Dark Days for Democracy?

By Craig Willy - 08 January 2019
Dark Days for Democracy?

Democracy and the rule of law are suffering in many countries, with the rise of “illiberal” democracies or even outright dictatorships. Why is that? And what makes it a cause of serious concern for the global community?

News-watchers are by now long-familiar with the narrative of the steady rise of populism in Western countries. What is sometimes less noticed is that liberal-democratic norms and practices have also been declining in much of the rest of the world, outside of Western Europe and North America. According the Bertelsmann Stiftung’s 2018 Transformation Index (BTI) report, there has been “increasing political instability and a rapid decline in the acceptance of democratic institutions” across the world. More generally there has been “a continuous and increasing erosion of democratic standards.” Remarkably, as the BTI report observes: “For the first time, more than three billion people are governed autocratically.” Citizens of democratic societies still make up the majority of the world’s population, but their proportion is declining.

BTI

Admittedly, this has occurred at varying paces and degrees. As of 2017, some new (fragile) democracies have emerged, notably in Burkina Faso and Sri Lanka. However, the overall pattern is a negative one. Several states, namely Syria, Libya, Yemen, and South Sudan, face brutal conflicts or have even collapsed entirely as states. In the Muslim World, democratic success stories such as Turkey and Bangladesh have since descended into violence and authoritarianism. In Bangladesh, recent elections have been marked by killings and the ruling party has removed inconvenient judges from office. There has been a slower but no less corrosive democratic decline in other countries, such as Macedonia, Mexico, and South Africa. Much of southern Africa in general has seen a resurgence of clientelist politics and ethnic conflict.

Causes behind the trend

It is difficult to generalize about such a widespread and diverse trend. We can make some general observations however. A decline in commodity prices has put many developing economies, who otherwise lack high-value industries, under severe strain, as seen in Mexico, Brazil, and most catastrophically Venezuela.

We should emphasize that there has been great economic growth and reduction in absolute poverty across the world over the past decades. However, the former “Third World” has largely failed to reduce inequality, social exclusion, and corruption.

The decline in liberal-democracy is also no doubt a side effect of the decline of both Western influence and of the West’s own adherence to liberal norms. The decline of liberal-democracy in Macedonia, Turkey, and Moldova is tied to Brussels’ waning ability to set standards in the European Union’s neighborhood (or even, in the case of Hungary, within the bloc).

Wealthy dictatorships are being courted

The new autocratic politics is often tied to populist and xenophobic discourse condemning foreign influence. In the Philippines, President Rodrigo Duterte has blamed the country’s drug problems on human rights, promoted among others by the United Nations.

While the policy performance of most autocracies has been mediocre or bad, some “developmental dictatorships” have known considerable economic success, namely Rwanda and China. Furthermore, many of newly and very wealthy countries happen to be dictatorships, such as Singapore, Saudi Arabia, and the Gulf States.

The oligarchs and ruling classes of many developing countries will no doubt ask why they should bother with the trouble of democratic elections and accountability, when so many (often corrupt) autocracies are accepted as legitimate “partners” in the new global economy.

More than a constitutional principle

In actual fact, the give-and-take of democratic elections, the rule of law, and respect for individual rights have been quite rare throughout history. These are originally modern Western practices which require a certain social consensus and restraint, especially among elites but also in the wider citizenry. We may consider the resurgence of arbitrary rule, “tyranny of the majority,” corruption, clientelism, and in some cases outright dynastic autocracy as a decline in modern north-western European norms and a reversion, in the rest of the world, to traditional local patterns of behavior. The rule of law is not something which is simply written in a constitution but must actually deeply reflect a society’s culture and behavior.

These trends, often little-noticed in the West, which has its own problems, will have global consequences. As the BTI report notes: “Deficient domestic consensus-building generally goes hand-in-hand with a lack of cooperation with international organizations and other states.” This means that policymakers may have to be creative to maintain international cooperation in the face of global challenges such as environmental collapse, migration, and economic development.

 

 

Craig Willy is a Brussels-based EU affairs writer.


(DIRECTIONS): Search the material and gather each line with "from" in it.

(RECORDS):
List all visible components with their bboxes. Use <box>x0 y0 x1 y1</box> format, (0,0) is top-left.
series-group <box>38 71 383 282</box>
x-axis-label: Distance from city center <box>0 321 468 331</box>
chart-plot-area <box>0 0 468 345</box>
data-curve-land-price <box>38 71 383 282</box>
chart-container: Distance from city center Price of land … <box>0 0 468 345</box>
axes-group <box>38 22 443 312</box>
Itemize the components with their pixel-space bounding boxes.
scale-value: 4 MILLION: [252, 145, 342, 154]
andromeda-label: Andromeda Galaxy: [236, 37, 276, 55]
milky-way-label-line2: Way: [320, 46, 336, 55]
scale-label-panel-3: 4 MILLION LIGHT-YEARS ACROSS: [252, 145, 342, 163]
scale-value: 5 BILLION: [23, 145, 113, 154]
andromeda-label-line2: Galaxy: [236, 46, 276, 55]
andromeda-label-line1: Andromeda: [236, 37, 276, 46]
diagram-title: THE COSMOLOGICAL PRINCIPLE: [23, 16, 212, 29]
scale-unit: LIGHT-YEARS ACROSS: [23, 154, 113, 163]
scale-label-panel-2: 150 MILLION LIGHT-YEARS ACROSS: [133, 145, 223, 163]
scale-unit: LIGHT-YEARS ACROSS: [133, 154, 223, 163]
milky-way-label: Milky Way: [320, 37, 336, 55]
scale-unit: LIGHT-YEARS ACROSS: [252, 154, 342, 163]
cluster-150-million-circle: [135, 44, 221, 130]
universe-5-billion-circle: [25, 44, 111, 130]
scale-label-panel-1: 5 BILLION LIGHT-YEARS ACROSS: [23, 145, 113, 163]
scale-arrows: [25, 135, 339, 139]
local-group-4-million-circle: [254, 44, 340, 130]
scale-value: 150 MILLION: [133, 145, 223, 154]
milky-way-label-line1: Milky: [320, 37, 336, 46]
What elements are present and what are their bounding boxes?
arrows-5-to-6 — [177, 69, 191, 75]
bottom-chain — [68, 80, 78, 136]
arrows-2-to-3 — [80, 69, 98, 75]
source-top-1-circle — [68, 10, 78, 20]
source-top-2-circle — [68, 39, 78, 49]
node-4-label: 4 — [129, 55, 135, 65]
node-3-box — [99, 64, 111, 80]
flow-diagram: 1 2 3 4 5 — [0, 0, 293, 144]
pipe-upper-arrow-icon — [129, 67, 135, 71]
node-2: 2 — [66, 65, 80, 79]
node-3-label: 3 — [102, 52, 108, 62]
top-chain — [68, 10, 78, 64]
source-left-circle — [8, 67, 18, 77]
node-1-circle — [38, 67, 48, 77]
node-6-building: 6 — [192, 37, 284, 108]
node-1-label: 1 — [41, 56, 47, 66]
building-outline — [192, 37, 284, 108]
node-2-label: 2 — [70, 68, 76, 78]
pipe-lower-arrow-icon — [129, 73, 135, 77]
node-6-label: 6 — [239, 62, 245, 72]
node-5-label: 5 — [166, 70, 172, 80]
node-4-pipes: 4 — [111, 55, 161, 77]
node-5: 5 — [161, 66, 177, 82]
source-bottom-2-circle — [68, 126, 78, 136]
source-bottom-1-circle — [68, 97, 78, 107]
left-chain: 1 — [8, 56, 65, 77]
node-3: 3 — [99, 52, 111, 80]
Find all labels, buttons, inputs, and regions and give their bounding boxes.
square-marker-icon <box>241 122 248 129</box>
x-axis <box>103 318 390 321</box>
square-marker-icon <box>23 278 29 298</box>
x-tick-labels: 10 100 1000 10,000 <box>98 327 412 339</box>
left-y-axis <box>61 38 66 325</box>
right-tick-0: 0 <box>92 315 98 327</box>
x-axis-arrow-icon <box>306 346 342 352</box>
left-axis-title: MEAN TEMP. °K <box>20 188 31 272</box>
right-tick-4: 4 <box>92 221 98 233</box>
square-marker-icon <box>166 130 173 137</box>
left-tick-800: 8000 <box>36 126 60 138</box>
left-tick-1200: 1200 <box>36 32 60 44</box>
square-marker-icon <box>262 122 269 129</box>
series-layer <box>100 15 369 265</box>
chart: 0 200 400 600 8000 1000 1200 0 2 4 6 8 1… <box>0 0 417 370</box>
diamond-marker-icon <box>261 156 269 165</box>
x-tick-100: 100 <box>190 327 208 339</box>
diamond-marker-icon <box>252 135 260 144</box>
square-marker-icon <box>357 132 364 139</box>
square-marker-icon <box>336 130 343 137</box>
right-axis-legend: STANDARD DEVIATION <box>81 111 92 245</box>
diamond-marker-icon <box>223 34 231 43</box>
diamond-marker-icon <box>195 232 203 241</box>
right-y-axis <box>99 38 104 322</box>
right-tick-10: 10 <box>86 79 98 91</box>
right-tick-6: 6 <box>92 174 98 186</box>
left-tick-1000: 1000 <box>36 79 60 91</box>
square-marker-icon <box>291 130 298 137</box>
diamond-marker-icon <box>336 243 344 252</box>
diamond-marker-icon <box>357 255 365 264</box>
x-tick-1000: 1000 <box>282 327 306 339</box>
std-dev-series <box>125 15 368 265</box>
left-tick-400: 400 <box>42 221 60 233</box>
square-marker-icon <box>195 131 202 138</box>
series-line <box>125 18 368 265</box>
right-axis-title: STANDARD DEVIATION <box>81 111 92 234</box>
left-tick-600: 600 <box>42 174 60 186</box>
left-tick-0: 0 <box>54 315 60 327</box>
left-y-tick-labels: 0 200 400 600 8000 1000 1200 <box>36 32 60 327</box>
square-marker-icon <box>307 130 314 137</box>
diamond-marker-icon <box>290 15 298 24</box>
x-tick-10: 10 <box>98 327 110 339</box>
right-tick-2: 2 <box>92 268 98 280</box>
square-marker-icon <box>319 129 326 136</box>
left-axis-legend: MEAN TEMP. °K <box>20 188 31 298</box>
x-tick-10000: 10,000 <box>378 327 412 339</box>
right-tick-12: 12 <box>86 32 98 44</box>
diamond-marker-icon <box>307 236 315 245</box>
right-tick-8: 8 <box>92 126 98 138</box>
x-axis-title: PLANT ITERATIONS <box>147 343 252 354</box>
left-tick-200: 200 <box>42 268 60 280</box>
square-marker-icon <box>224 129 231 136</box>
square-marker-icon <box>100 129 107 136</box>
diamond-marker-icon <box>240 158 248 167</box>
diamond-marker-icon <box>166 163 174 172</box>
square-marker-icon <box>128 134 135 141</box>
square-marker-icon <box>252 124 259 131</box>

(PROBLEM SOLUTION):
x-axis-label: Distance from city center <box>0 321 468 331</box>
chart-container: Distance from city center Price of land … <box>0 0 468 345</box>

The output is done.